Hopeless romantics beware: "(500) Days of Summer" will not reaffirm your belief in eternal love. Or maybe it will. I saw it four days ago, and I still can't decide.
The new film recounts the year-and-a-half-long, on-again/off-again relationship between Tom (Joseph Gordon Levitt), an aspiring architect-turned-greeting card writer, and Summer (Zooey Deschanel), the new girl in the office. But as that booming narrator told you in the trailer released months ago (see it after the jump) and again reminds you during the title sequence, this is not a love story. In fact, this is the most unlikely of romantic comedies, the kind in which the girl tells the boy from the get-go that she doesn't believe in love, that she just wants to be friends, that she's not looking for anything serious. And means it. Really means it.
"(500) Days" unfolds in fits and starts, reversing and doubling back in a flash, just like the couple's relationship.

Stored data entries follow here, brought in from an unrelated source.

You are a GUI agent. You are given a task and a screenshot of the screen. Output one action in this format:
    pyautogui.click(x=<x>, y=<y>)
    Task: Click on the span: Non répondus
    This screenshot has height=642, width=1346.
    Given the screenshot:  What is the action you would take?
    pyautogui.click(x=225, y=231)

In an early scene, Tom first spots Summer as she walks into a meeting to deliver her new boss a message; a few minutes later we're hundreds of days into the future -- notated with a constantly spinning on-screen relationship odometer -- and she wants to break up. Then we're suddenly back in an elevator in those first few days, Summer telling Tom she too loves the '80s British rock band The Smiths. For Tom, a burgeoning interest is suddenly love at first musical confession.
That's not exactly an overstatement. Much is made of the fact -- chiefly by Tom -- that the two seem utterly compatible: they both love karaoke and movies and frolicking in Ikea, and, yes, The Smiths. But is that enough? What if an unmistakable chemistry and even great sex are doused on those compatibility flames: is that enough fuel for a long-lasting relationship? Does all that add up to love, especially if one of the principle players doesn't believe in love in the first place?

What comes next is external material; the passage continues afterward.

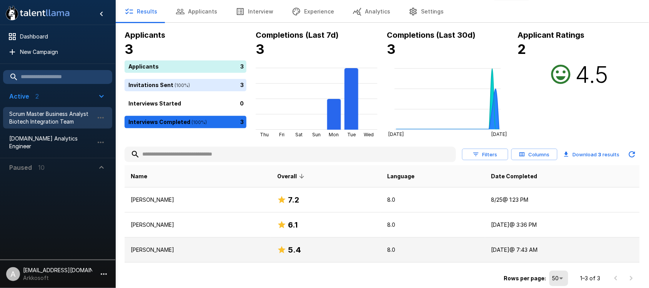 The image size is (649, 288). What do you see at coordinates (295, 250) in the screenshot?
I see `h6: 5.4` at bounding box center [295, 250].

It turns out it depends who you ask and on what day you ask, and that's half the fun and frustration of "(500) Days," fitting since this is a relationship that is both fun and frustrating. Levitt ("Third Rock from the Sun," "Brick," "Manic") and Deschanel ("Almost Famous," "Gigantic," "Manic") are perfect in these roles; Levitt's boy-next-door sweetness is never cloying, while Deschanel brings a sizable dose of humanity, logic, and yes, beauty, to her off-beat, odd-girl behavior. They work so well together because you want them to end up together, and yet know, deep down, this is not a love story.
The screenwriters, Scott Neustadter and Michael H. Weber, and director, Marc Webb, are strutting their stuff, too. The script is sharp and witty, but not overwhelming quirky. Woody Allen's "Annie Hall" is an obvious influence: "(500) Days" is a similar grab bag of cinematic tricks. There's that narrator and spinning day counter, plus Super 8 home videos; a musical number complete with chirping, animated blue bird; a scene that devolves into one of Tom's black-and-white sketches of Los Angeles; even a split screen of a party thrown by Summer: Tom's expectations of the proceedings on the left, what really happens on the right. (I half expected Annie Hall's uninterested, cigarette-smoking, mid-sex shade to walk passed in that last one.) An excellent soundtrack and Tom's funny best friends (and kid sister) help propel the story forward.
But are you going to like where the story ends up, even if you love the journey? Again, it depends on your degree of hopeless romanticism. The last scene, and particularly the excellent last line, bring Tom back to square one and day one, and you only hope that the next 500 days turn out different -- and perhaps even better -- than the last.